The Mudcat Café TM
Thread #155357   Message #3664987
Posted By: Jack Blandiver
01-Oct-14 - 08:15 AM
Thread Name: What makes a new song a folk song?
Subject: RE: What makes a new song a folk song?
Ultimately Peter Bellamy was too idiosyncratic a Stylist & Ideologue for The Revival to cope with; God alone knows what casual punters made of him! The first time I met him was before I ever heard him sing when I was ligging with my Conservation Volunteer pals at our customary Thursday night soiree at The Bridge Hotel in Newcastle where he was a guest at the famous Folk Song and Ballad Club downstairs but was nevertheless forced to find his own accommodation.

He walked in the bar, calling out 'Is Sean here?' 'He is!' quoth I, with hearty cheer. 'How may I help?' 'I need a doss,' said PB, with quite dignity and acute embarrassment at having been reduced to the status of a bum. 'Someone said you'd be able to put up.'

Awkward! Of course I offered but at the time I lived in the sticks a mile beyond a very remote bus stop. Happily for him, he found somewhere closer. My God, how I dream of how it might have panned out of he had stayed with me that night, especially given the TALES that were told by straight-laced Club Organisers who dared say 'Not all all!' when PB asked if they minded if he smoked, much less the scorn he poured over folky record collections. What would he have made of my collection of Bob Roberts, Can, Art Ensemble of Chicago, Sun Ra, Harry Cox, Willie Scott, The Fall, Joy Division, Magma, Henry Cow, Seamus Ennis, Jim Eldon and Davie Stewart??

The following weekend I related the tale to my mate Raymond of the Green and the Oaken, asking if he'd ever heard of Peter Bellamy at which he took out a hefty sheaf of vinyl treasures from his record collection and we spend a merry afternoon immersed therein, which was my initiation into the back-then Very Exclusive Cult of Bellamism (we were both confirmed Eldonists at the time - still a Very Exclusive Cult) and I've never looked back. I've seen whole het up audiences get up and walk out of Bellamy gigs; there was always at least one irate individual took exception to his provocative anecdotage that would give Mark E. Smith a run for his money in terms of purposeful controversy. Naturally, We Loved Him Madly.

I won a raffle once at one of his gigs - first prize, the choice of his recorded wares. 'What do you recommend?' I asked. 'This one,' he said, thrusting a copy of Keep on Kipling at me. 'Best thing I've ever done.' It is as well. Shame Fellside fucked up the CD issue of it with the inclusion of 'extra tracks' that make a nonsense of the original vinyl sequence. Heigh ho. In a fair world it would get a mini-album Japanese edition without the need for sleeve notes & extras.

Of course if only he'd hung on a few years by now he'd be a National Treasure by now, singing with the backing of Bellowhead at his 70th birthday celebrations at Cecil Sharp House with everyone fawning on about how, of course, we always loved him too - but alas, 'twas not to be. There never was, and never will be, anyone quite like him.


INSTRUCTIONS TO FOLLOW:
Only the lines from the beginning of the data below through the line containing "Image resolution: width=513" belong in the response, each copied exactly.

Source records:
-------
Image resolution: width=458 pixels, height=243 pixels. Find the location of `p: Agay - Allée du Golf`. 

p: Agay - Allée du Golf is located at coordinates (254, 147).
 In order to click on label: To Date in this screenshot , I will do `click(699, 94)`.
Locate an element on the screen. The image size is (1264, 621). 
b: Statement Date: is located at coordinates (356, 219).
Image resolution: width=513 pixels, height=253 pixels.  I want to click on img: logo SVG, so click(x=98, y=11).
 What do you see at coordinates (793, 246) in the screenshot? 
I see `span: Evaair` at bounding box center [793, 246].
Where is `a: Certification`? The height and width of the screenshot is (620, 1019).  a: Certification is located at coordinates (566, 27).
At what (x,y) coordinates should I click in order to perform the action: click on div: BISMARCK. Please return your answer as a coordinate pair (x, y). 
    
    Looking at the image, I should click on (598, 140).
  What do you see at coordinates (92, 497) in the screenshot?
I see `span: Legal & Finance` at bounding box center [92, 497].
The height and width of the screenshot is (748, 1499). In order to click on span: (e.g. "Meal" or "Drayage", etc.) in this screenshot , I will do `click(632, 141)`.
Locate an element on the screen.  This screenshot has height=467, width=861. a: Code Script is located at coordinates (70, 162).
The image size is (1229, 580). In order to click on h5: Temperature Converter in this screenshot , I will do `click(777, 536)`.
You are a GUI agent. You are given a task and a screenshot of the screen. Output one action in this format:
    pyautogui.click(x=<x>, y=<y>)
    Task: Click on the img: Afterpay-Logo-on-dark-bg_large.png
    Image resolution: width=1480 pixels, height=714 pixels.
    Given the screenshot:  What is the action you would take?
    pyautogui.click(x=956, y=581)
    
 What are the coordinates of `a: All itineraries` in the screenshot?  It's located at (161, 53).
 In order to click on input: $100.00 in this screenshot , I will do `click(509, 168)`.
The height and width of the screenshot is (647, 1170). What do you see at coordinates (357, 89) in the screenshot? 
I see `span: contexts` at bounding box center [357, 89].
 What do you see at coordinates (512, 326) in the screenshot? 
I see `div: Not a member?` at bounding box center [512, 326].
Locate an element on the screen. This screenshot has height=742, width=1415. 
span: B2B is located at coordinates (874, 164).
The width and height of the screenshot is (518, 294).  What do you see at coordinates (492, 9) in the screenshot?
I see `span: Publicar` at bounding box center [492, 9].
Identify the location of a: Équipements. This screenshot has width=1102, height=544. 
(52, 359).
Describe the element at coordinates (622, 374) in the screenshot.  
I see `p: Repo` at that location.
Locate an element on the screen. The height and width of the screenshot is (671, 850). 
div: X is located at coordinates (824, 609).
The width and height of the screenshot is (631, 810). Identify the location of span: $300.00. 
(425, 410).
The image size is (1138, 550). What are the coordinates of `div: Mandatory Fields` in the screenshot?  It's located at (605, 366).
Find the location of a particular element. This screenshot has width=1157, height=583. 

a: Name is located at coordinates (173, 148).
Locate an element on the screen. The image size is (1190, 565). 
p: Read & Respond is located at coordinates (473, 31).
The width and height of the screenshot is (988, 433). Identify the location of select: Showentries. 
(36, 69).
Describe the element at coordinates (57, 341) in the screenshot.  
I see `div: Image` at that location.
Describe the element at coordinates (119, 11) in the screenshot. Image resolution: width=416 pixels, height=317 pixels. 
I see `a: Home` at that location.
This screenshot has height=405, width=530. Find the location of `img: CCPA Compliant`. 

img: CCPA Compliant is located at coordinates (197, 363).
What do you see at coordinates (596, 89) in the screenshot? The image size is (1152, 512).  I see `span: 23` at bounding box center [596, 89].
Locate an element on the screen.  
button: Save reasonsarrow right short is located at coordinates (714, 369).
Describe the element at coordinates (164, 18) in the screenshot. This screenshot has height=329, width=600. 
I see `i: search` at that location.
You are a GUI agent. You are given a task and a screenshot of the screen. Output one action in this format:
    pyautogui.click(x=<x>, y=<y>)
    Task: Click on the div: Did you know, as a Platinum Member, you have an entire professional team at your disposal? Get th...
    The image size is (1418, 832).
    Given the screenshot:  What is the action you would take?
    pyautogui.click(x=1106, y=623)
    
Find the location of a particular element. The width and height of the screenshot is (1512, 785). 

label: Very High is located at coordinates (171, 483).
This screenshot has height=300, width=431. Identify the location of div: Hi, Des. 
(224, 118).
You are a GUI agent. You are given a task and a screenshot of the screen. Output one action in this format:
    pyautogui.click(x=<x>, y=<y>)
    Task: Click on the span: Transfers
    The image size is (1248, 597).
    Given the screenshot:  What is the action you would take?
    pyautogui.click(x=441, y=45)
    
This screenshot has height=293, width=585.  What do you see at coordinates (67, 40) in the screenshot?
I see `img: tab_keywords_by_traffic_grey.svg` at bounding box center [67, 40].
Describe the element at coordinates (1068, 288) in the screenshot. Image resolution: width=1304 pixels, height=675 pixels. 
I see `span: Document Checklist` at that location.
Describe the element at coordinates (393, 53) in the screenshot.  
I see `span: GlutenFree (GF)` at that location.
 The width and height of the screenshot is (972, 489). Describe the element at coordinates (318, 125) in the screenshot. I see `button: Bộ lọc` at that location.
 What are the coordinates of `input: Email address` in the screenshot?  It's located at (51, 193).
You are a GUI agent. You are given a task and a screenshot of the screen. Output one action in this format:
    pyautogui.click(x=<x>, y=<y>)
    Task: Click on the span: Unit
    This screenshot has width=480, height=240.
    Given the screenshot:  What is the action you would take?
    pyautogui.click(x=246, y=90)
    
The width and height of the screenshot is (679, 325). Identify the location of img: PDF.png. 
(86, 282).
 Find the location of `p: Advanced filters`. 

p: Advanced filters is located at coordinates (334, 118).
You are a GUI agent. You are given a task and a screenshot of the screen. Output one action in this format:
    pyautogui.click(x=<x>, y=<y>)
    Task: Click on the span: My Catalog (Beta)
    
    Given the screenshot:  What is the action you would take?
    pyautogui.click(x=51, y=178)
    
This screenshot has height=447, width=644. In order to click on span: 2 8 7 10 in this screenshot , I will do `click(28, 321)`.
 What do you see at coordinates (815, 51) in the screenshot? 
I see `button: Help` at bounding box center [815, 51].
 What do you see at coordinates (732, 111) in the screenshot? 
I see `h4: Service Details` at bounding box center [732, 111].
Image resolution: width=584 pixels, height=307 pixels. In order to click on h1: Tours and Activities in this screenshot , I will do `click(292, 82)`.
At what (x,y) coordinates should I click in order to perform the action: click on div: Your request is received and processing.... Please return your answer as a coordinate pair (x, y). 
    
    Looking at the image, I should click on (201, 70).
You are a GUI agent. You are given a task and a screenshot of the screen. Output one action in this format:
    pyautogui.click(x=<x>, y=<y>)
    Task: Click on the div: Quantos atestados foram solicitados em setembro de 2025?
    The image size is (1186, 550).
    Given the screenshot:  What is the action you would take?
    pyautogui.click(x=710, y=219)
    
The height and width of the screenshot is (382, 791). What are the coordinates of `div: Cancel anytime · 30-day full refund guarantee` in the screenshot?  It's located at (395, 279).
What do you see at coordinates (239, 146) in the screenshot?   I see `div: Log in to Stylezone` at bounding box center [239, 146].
-------
RESULT OF THE EXERCISE:
Image resolution: width=458 pixels, height=243 pixels. Find the location of `p: Agay - Allée du Golf`. 

p: Agay - Allée du Golf is located at coordinates (254, 147).
 In order to click on label: To Date in this screenshot , I will do `click(699, 94)`.
Locate an element on the screen. The image size is (1264, 621). 
b: Statement Date: is located at coordinates (356, 219).
Image resolution: width=513 pixels, height=253 pixels.  I want to click on img: logo SVG, so click(x=98, y=11).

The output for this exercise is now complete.